If you’re relying on a yearly engagement survey to understand your workplace culture, you’re not alone – but you may be missing what really matters.
Many HR and operational leaders use engagement surveys as their default diagnostic tool. They’re easy to implement, offer clean metrics, and come with trendable year-over-year data. But here’s the challenge: these surveys are designed to measure how engaged employees feel, not why they feel that way – and certainly not whether your systems and processes are driving or hindering equitable outcomes. In addition, some leaders may disregard engagement results as subjective perceptions unless validated with HR data and system-level insights.
Before defaulting to the same old engagement survey, consider whether it will uncover the insights you truly need. The right tool depends on the questions you’re asking – and in many cases, an engagement survey alone may not go far enough.
Engagement vs. Culture Assessment: A False Either/Or?

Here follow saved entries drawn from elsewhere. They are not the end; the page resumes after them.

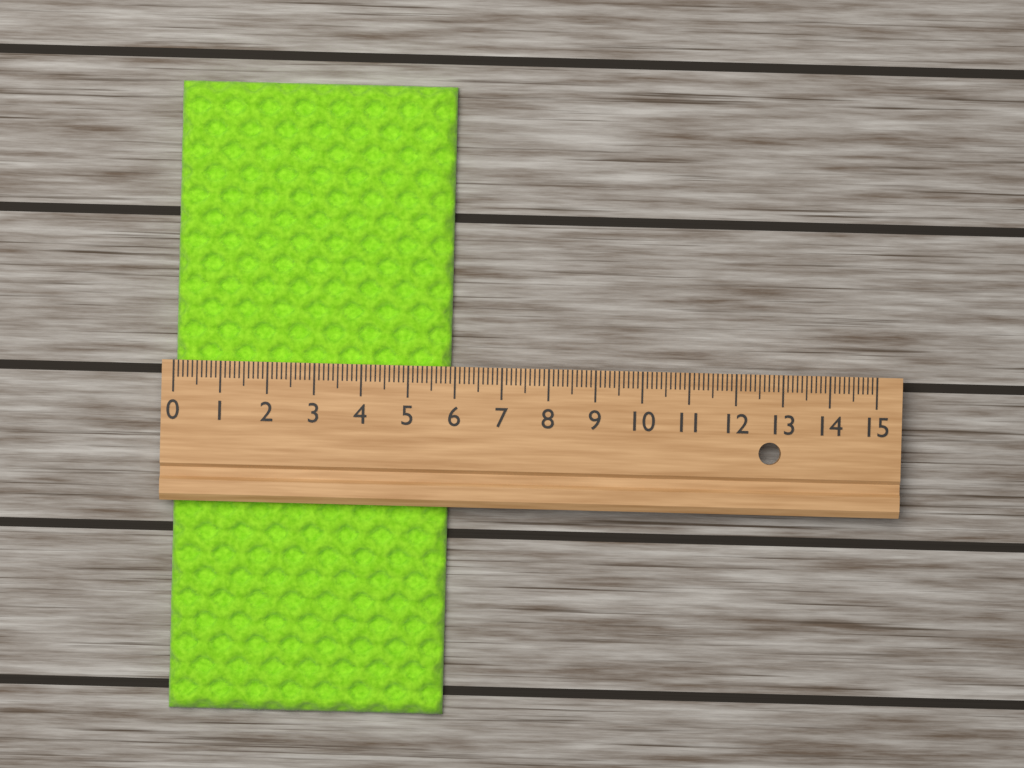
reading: 5.9 (no unit)
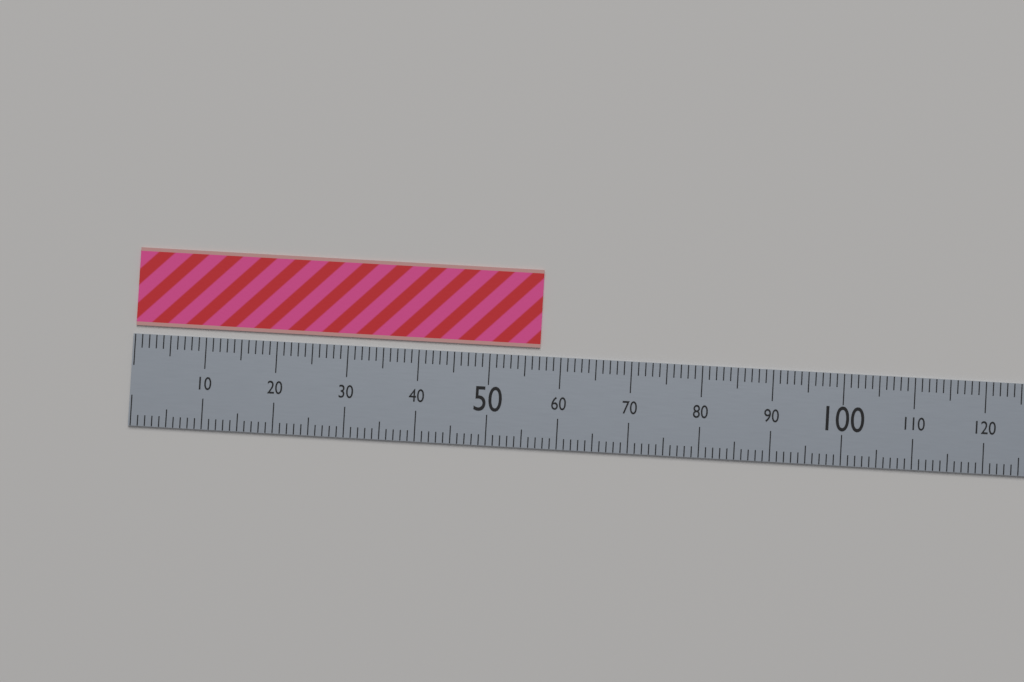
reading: 57 (no unit)
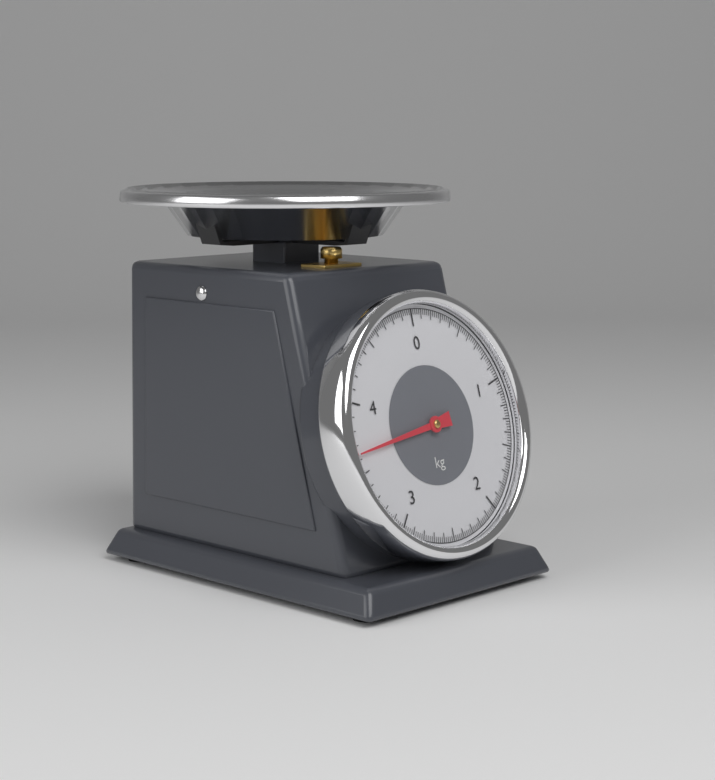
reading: 3.64 kg
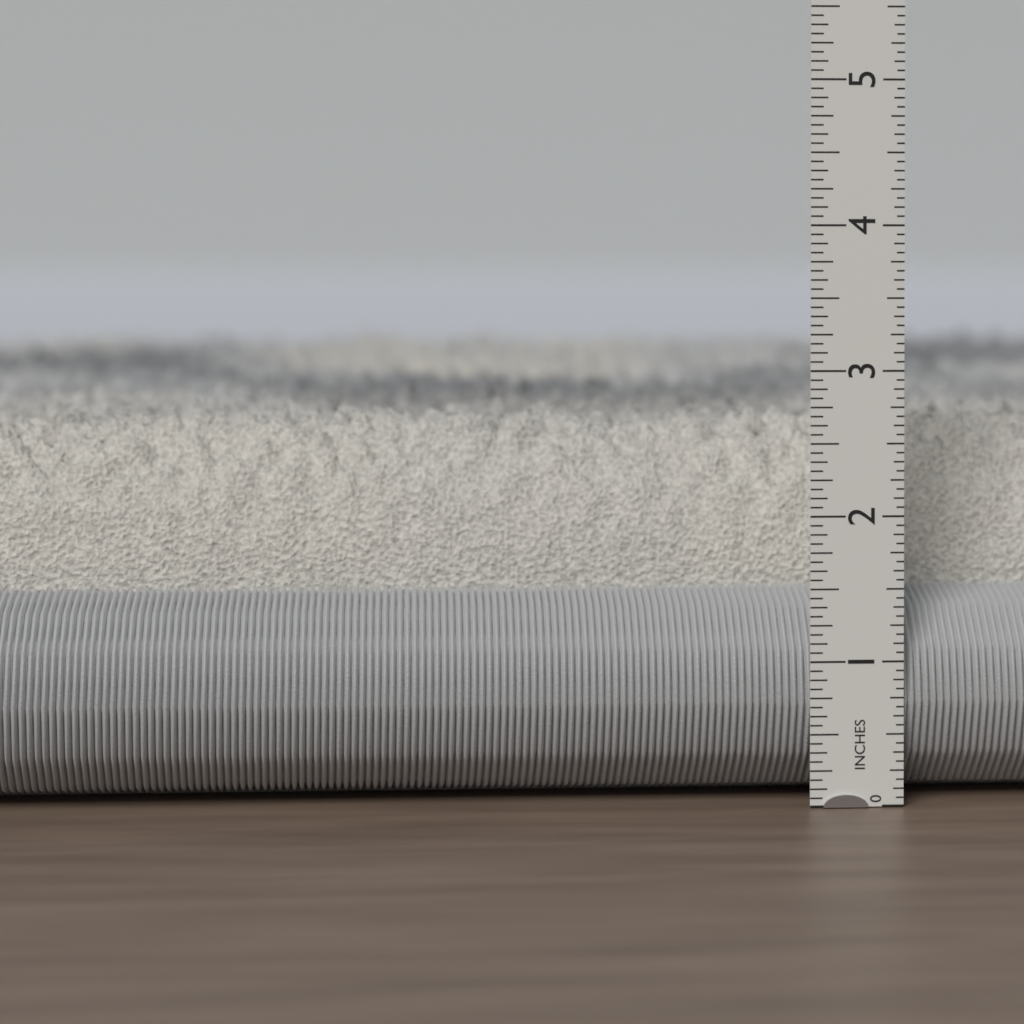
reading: 2.6875 in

Engagement surveys have value, especially when you need quick feedback or a baseline on morale. Orange Grove Consulting (OGC) has developed a proprietary engagement survey based on the 3 subtypes of employee engagement, using research-validated questions, and our engagement assessment provides actionable feedback for leaders. Actions = improvements.
And, if you are looking for something more rigorous because your goal is organizational improvement, a culture and climate assessment will uncover the root causes of employee experience.

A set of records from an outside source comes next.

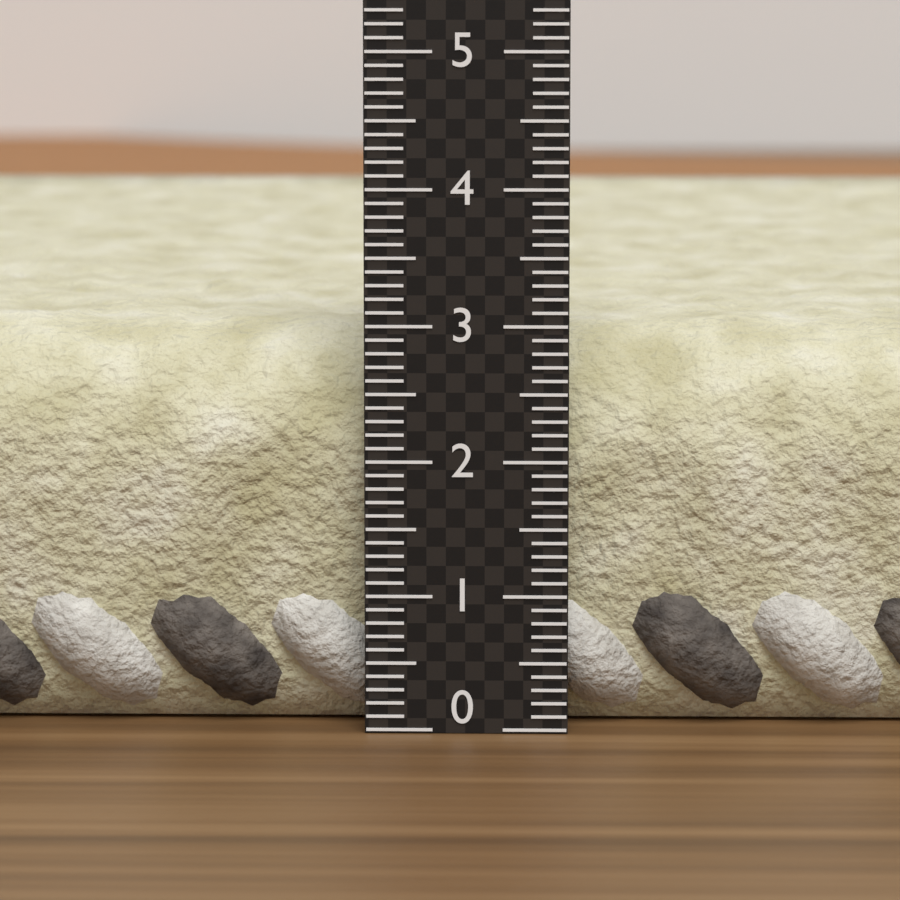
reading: 3.0 (no unit)
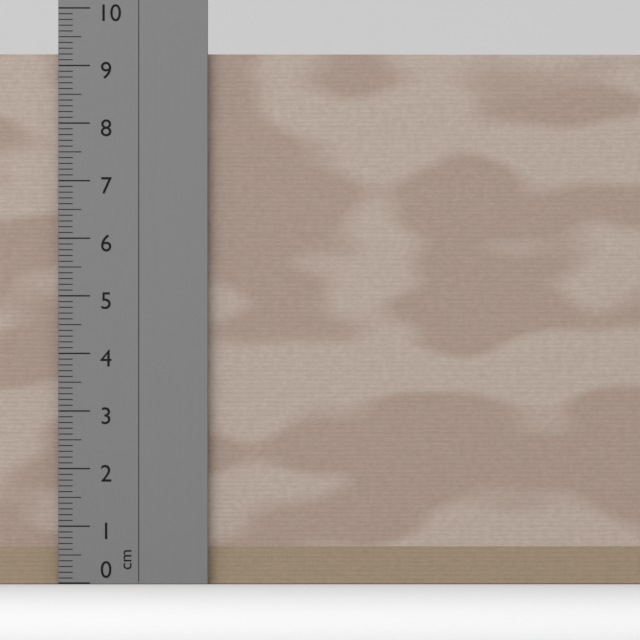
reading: 9.2 cm
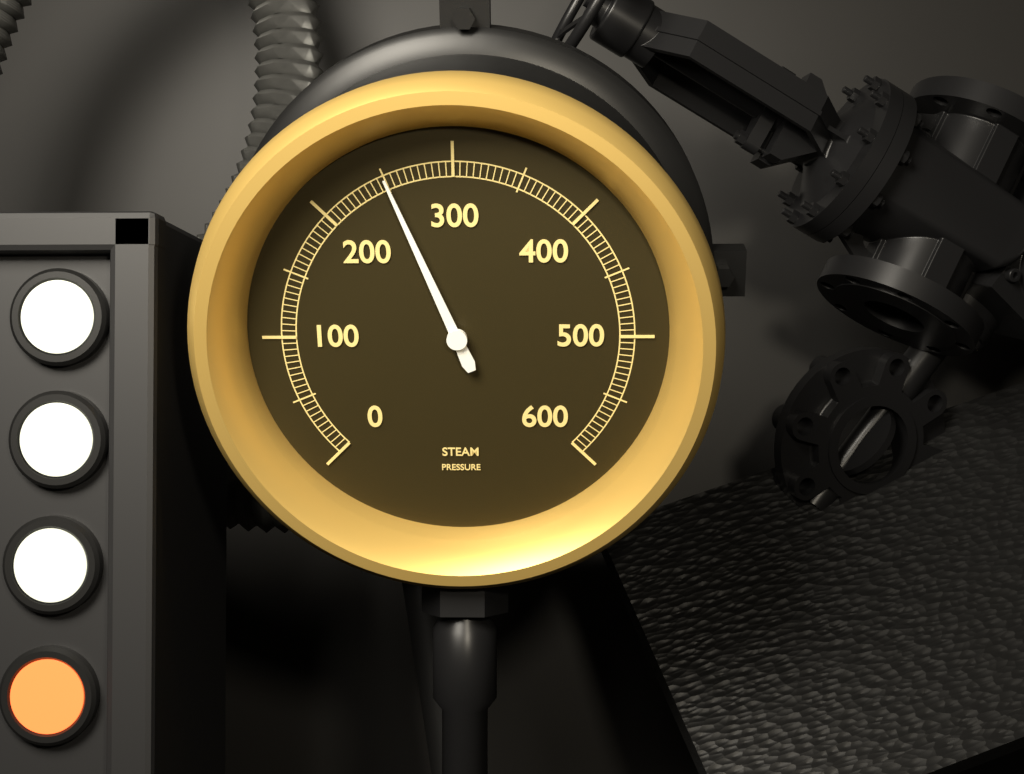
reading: 250 (no unit)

At Orange Grove Consulting, we help organizations move beyond surface-level insights. Our engagement, culture and climate assessments go deeper – using mixed methods to uncover blind spots in your systems, perception gaps between employee groups, and barriers to engagement that aren’t visible in quantitative surveys alone.

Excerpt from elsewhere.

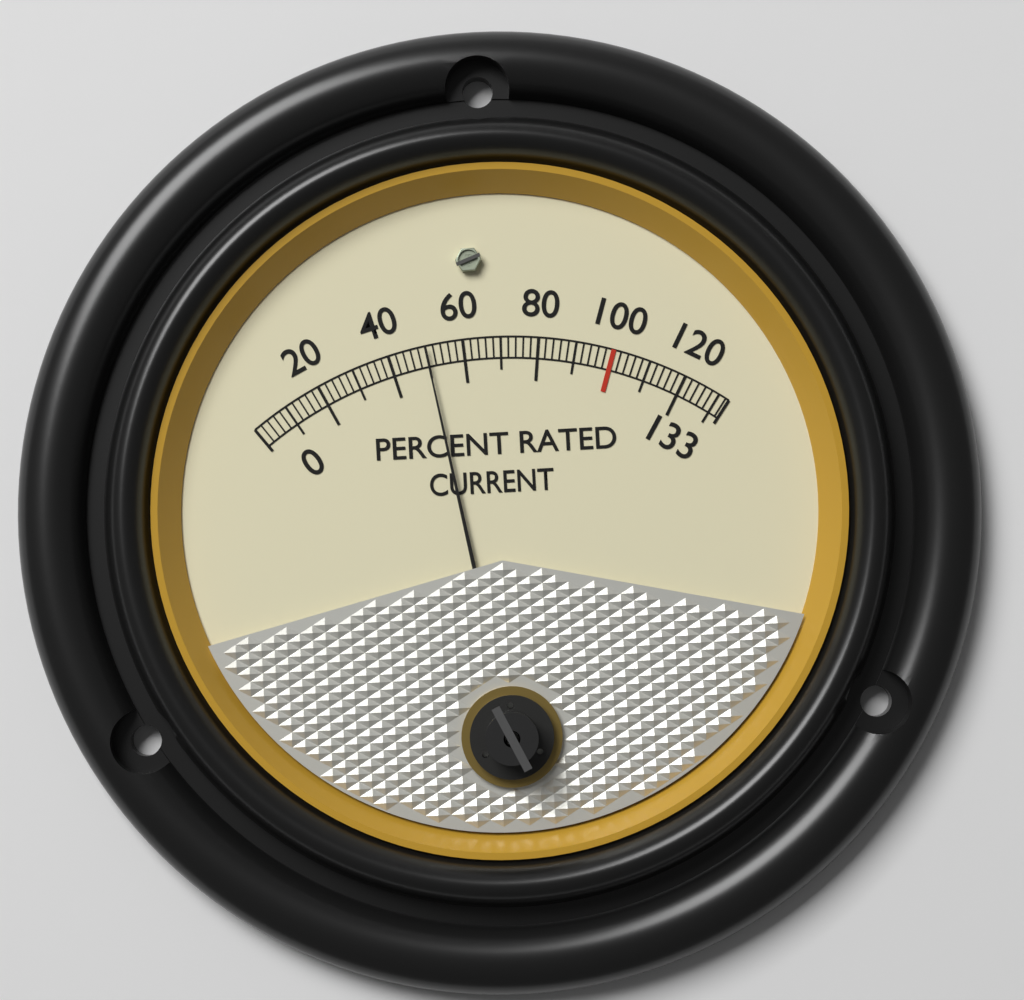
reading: 50 %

Here’s a quick comparison of OGC’s Engagement Assessment and Culture & Climate Assessment:
The 12 KPIs We Measure – A Broader Look at Organizational Health
Our proprietary culture assessment framework is organized into three domains that together offer a comprehensive picture of your organization’s workplace environment: Organizational Processes, Organizational Landscape, and the Supporting Environment.
Organizational Processes focuses on how work gets done – including how talent is managed, how decisions are made, and whether policies are consistently applied across teams and functions. This area highlights whether the systems you have in place are being executed as intended, or if inconsistencies are undermining trust and fairness – which affects employees commitment levels.
Organizational Landscape captures the broader perception of equity and inclusion within your organization. This domain assesses how employees experience fairness, whether they see people like themselves represented at all levels, and how inclusive the day-to-day culture feels. It uncovers perception gaps across demographic lines and reveals how well your values around are reflected in practice.
The Supporting Environment measures the intangible cultural elements that influence how employees show up and engage. This includes the level of psychological safety employees feel, the degree to which communication is open and transparent, and whether there is trust in leadership. It also looks at access to opportunity and the alignment employees feel between their work and the organization’s mission – all of which are critical for long-term engagement and retention.
Together, these 12 KPIs don’t just assess sentiment – they help explain why your organization is performing the way it is, and where targeted interventions can lead to measurable, sustainable change.
Case in Point: Transparency that Transformed
One of our clients, a mid-sized professional services firm, believed their stock ownership program was fair. However, employees across one demographic consistently felt the selection process was biased.
A traditional engagement survey wouldn’t have uncovered the issue. But our culture assessment – combining employee feedback, HR data, and leadership interviews – revealed that employees’ perception was reality. One group was invited to the program over a year earlier than others, despite similar performance.
As a result of our recommendations, the company introduced transparent criteria, an application process, and meaningful feedback – removing bias and improving trust.
Read the full case study here.
Time to Reconsider What You Really Need
Engagement surveys are often seen as the default tool – but default doesn’t mean ideal. If you’re facing recurring culture issues, inconsistent perceptions of fairness and opportunity, or unexplained attrition, a broader diagnostic may be the missing piece.
Let’s explore together which tool makes the most sense for your organization.
Schedule a call to walk through your goals and determine what solution will get you closer to the outcomes you want and will support your larger organizational goals.